BRITAIN has to face up to the stark reality of increasing teenage knife crime.

Theatre Review

Gallery Players - The Long Road by Shelagh Stephenson

Sir John Mills Theatre March 10 to 14

BRITAIN has to face up to the stark reality of increasing teenage knife crime.

And the latest production from the Gallery Players of Shelagh Stephenson's play, 'The Long Road' tackles this thorny subject with unsettling honesty.

This production presents the audience with an intensely intimate glimpse in to the effect a random and fatal knife attack has on the lives of not only the family of the victim but also that of the attacker.

We pick up on the story of the lives of Mary (Linda Bailey) and John (Martin Leigh) Pritchard after their 18 year old son has been killed in an unprovoked knife attack by Emma (Maria Louis), a girl of the same age, high on drugs and witnessed by their second son Joe (Josh Keeble).

Family conflict emerges when Mary decides that the only way to cease her torment is by meeting her son's murderer face-to-face and - against her husband's advice - contacts Emma's prison social worker (Lindsay Ashford) to arrange a visit.

The impact of Stephenson's script is in the sincerity of her writing with every line of dialogue believable, resulting in instant affinity with each of the characters brilliantly realised by a remarkably talented company of actors.

The cast of five portray their respective roles with such a degree of consideration and precision that their characters' confusion, pain and attempts to reconcile their lives is profoundly moving.

With such a dark and poignant subject matter it would be easy to assume that this play hauls you through an evening of misery, but not so.

In spite of exploring the pitiful grief and turmoil each of the characters are trying to understand and in their own way come to terms with, there is an overwhelming tenderness that comes through in this play that somehow makes it very acceptable.

The thorough understanding of human emotion in the direction of this production and incredibly strong individual performances often crosses in to the unsettling realms of reality, making this an astonishing piece of theatre.

'The Long Road' is a powerfully influential play that people need to see and should become an integral part of the education curriculum of every teenager.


> [TASK REQUIREMENTS]:
Once you reach the line containing "Locate an element" in the entries below, write out that line and each one after it down to the line containing "Image resolution: width=923", exactly and with nothing added.

#### DATASET

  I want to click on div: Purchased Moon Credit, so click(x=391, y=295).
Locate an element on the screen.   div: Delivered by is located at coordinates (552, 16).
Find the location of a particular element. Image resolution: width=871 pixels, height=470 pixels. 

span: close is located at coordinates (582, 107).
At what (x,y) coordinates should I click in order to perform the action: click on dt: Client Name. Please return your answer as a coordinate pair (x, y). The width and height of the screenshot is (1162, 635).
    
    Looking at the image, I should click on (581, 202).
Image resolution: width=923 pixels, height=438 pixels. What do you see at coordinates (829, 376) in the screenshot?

########
#### DATASET

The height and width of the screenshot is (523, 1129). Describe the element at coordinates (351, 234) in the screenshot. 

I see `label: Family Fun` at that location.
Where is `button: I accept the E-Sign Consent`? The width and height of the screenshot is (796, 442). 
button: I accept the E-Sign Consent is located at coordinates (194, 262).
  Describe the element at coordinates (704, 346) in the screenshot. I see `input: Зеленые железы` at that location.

########

> [TASK RESPONSE]:
Locate an element on the screen.   div: Delivered by is located at coordinates (552, 16).
Find the location of a particular element. Image resolution: width=871 pixels, height=470 pixels. 

span: close is located at coordinates (582, 107).
At what (x,y) coordinates should I click in order to perform the action: click on dt: Client Name. Please return your answer as a coordinate pair (x, y). The width and height of the screenshot is (1162, 635).
    
    Looking at the image, I should click on (581, 202).
Image resolution: width=923 pixels, height=438 pixels. What do you see at coordinates (829, 376) in the screenshot?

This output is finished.